Could you put the Bloc seats in another colour? You used to have them in turquoise, or does that not work well with higher opacity you’re using now?
You have a couple of mistakes on the screenshots of Toronto and Montreal. In each the Liberals should have one extra seat. In Toronto I believe the seat you have wrong is York West. In Montreal it appears to be Westmount-Ville-Marie.
I checked the map file against the seat totals for each province, and there’s one more error I’ve found in Nova Scotia. Halifax West should be Liberal not NDP. Otherwise everything else looks right.
An average analysis. The NDP surge in Quebec will wither and die when it is realised that the NDP will never be able to form a majority Government and give the Quebecois what they want. The NDP can never win enough seats in the Western provinces to win majority government.
The big mistake many analysts is trying to work out what would have happened if AV had been in place instead of FPTP. If voters had been given the chance in Canada to give preferences, and the parties had distributed preferences, I suspect that 60% of the Liberal vote and half of the Bloc vote would have gone to the Tories. What you have to remeber is that the Liberals in Canada are like the Liberals in Britain and Australia in the 19th and 20th centuries, a party with a strange mix of right wing toffs and left wing loonies. Ths is a terrible mish-mash that for some reason has survived in Canada whwn it has failed everywhere else. it is now dead. And like in Britain between the Wars we will see the Liberal vote split between the Tories and the NDP. The Tories will get the bigger share because they are far more mainstream. The NDP has a lot of loony left policies. This means it has reached its ceiling with this election, unless it becomes more moderate.
The other difficulty in doing the AV would be to allow for regional differences the impact would have differed between regions – AV in Quebec would not have helped the Tories at all as the competition was between the Bloc, the Liberals and the NDP.

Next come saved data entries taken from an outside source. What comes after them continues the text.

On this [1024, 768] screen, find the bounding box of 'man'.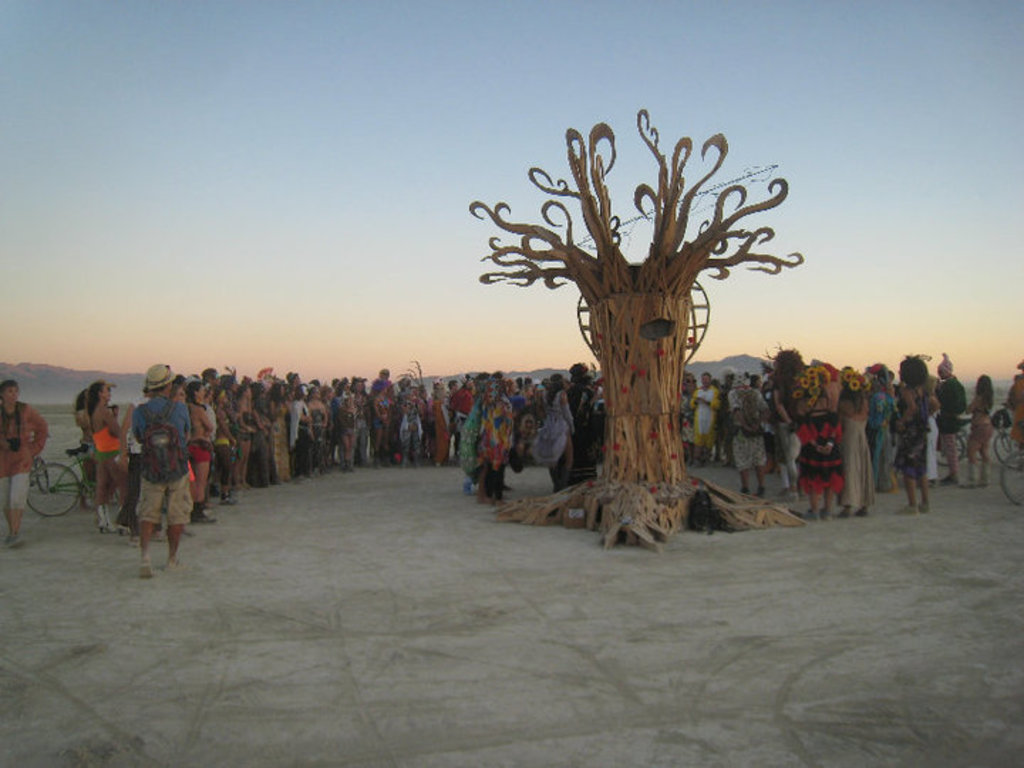
Bounding box: (455,378,476,461).
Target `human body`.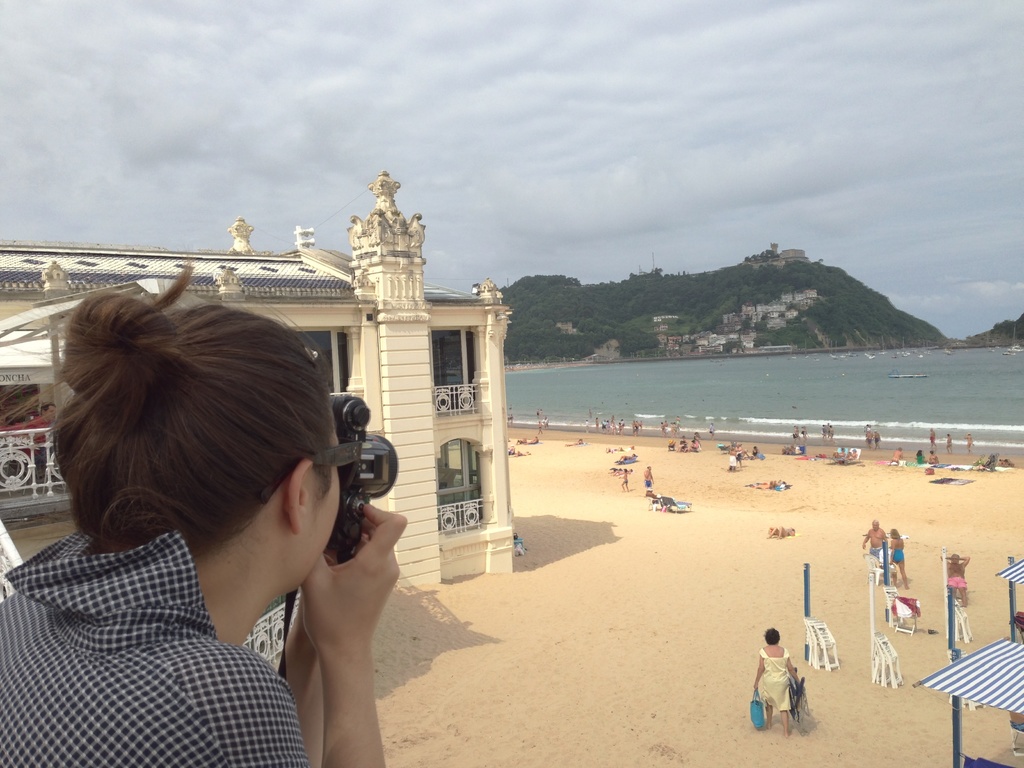
Target region: rect(945, 435, 954, 453).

In Ontario there were a lot seats at stake – you would have to look at the order of finishing of the Tories, Liberals and NDP – an AV may have had the result of Liberals retaining seats that went to the Tories on the basis of NDP preferences.
In Ontario the Liberals were running third, so their prefernces would have been the key. I suspect that 60% of them would have gone to the Tories, as the NDP are seen as loony lefties by many economically conservative Liberal voters according to the Globe and Mail.
Peter the Lawyer is correct – the Canadian liberal party at its peak was a very broad church of small l liberals, and social democrats that historically sat on the centre-left of Canadian politics.
Now it’s caught in the middle, with some of its more right wing voters going to the tories, and some of the more left wing voters going to the NDP. It’s now stuck as an ill-defined “centrist” party, that looks like it’s standing for nothing. No wonder it came third.
I disagree with the predictions made in this post. This is the NDPs highwater mark. It will be fairly easy for the conservatives to run a negative campaign against the NDPs more extreme policies and describe the Left as a chaotic circus, which if you read your post it is. At the next election the Liberals will fight back and the seat numbers will be reversed, but this will mean another vote split that will allow the conservatives to win. Maybe the election after that?